Wednesday 22 August 2012

Russia, Pussy Riot and the Church

 It is clear that Russia is becoming more oppressive, undemocratic, corrupt and unwilling to allow open debate. It is driven by powerful elites which have Putin at their centre. The arrest and gaoling of Pussy Riot is just the latest example of a ruling elite that will suffer no alternative voices.

Of course it’s easy for us in the West to get into Russian bashing. Memories of the cold war, and simplistic readings of the Russian opposition to American interference in Syria make it easy to make Russia the bad guys yet again. It’s not like Russia is the only country where elites rule for their own benefit, and democracy is a well-orchestrated game.

What fascinates me about the Pussy Riot case is less the big picture of political oppression than the meaning that the members of the band gave to their actions. Five members of the band staged an action on the altar of the Cathedral of Christ the Saviour in Moscow. For less than a minute, the women danced, singing “Our Lady, Chase Putin Out!” and crossing themselves. They were removed and arrested 10 days later and charged with “hooliganism motivated by religious hatred.”

What is clear from their statements in court is that these people were not attacking religion as such, nor trying to stir up religious hatred. They used this action to confront the way in which the Russian Orthodox Church had allowed itself to be part of the political strategy of Vladimir Putin and his re-election as President.
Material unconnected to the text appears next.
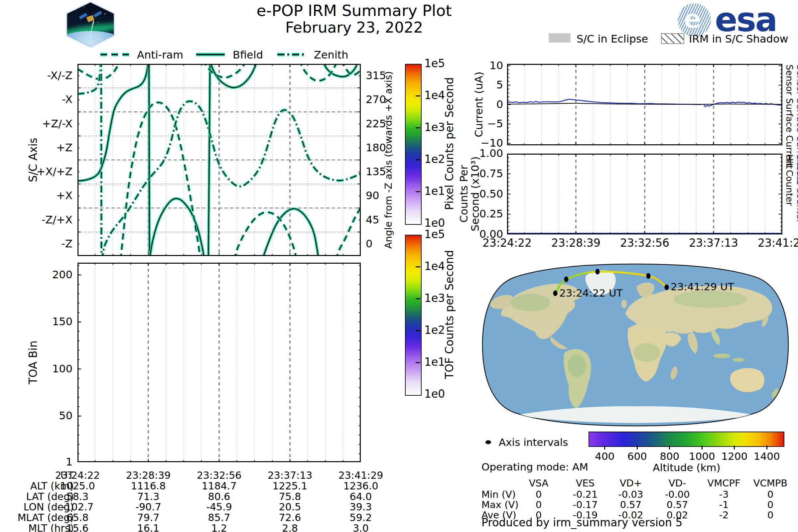  I want to click on right-time-tick-label: 23:24:22, so click(507, 243).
They used punk rock, and a performance in an most unexpected space to challenge the way that space had been co-opted by Empire.

The head of the Russian Orthodox Church is Kirill Gundyayev, a former KGB colleague of Putin’s. The band members claim that Putin has used the Church, and this Cathedral to support his power. He has offered to return to the church some of the spiritual values and power it lost in Soviet times, to help it reclaim its history. During the Soviet era the Church was an oppositional culture, but under the new head of the Church now confronts the evils of contemporary culture and its desire for diversity and tolerance.

At least that is what band member Yekaterina Samutsevich claimed, and in terms of the point I want to make, that is what is important. To quote Ms Samutsevich, “In our performance we dared, without the Patriarch’s blessing, to unite the visual imagery of Orthodox culture with that of protest culture, thus suggesting that Orthodox culture belongs not only to the Russian Orthodox Church, the Patriarch, and Putin, but that it could also ally itself with civic religion and the spirit of protest in Russia” (speech to the Court at her trial).

I think what they did was a wonderful use of theatre to challenge the way the church allows itself to be co-opted by empire; to take the church’s own symbols and turn them back upon us for the sake of the world. And it did this in ways that speeches and reams of writing never could.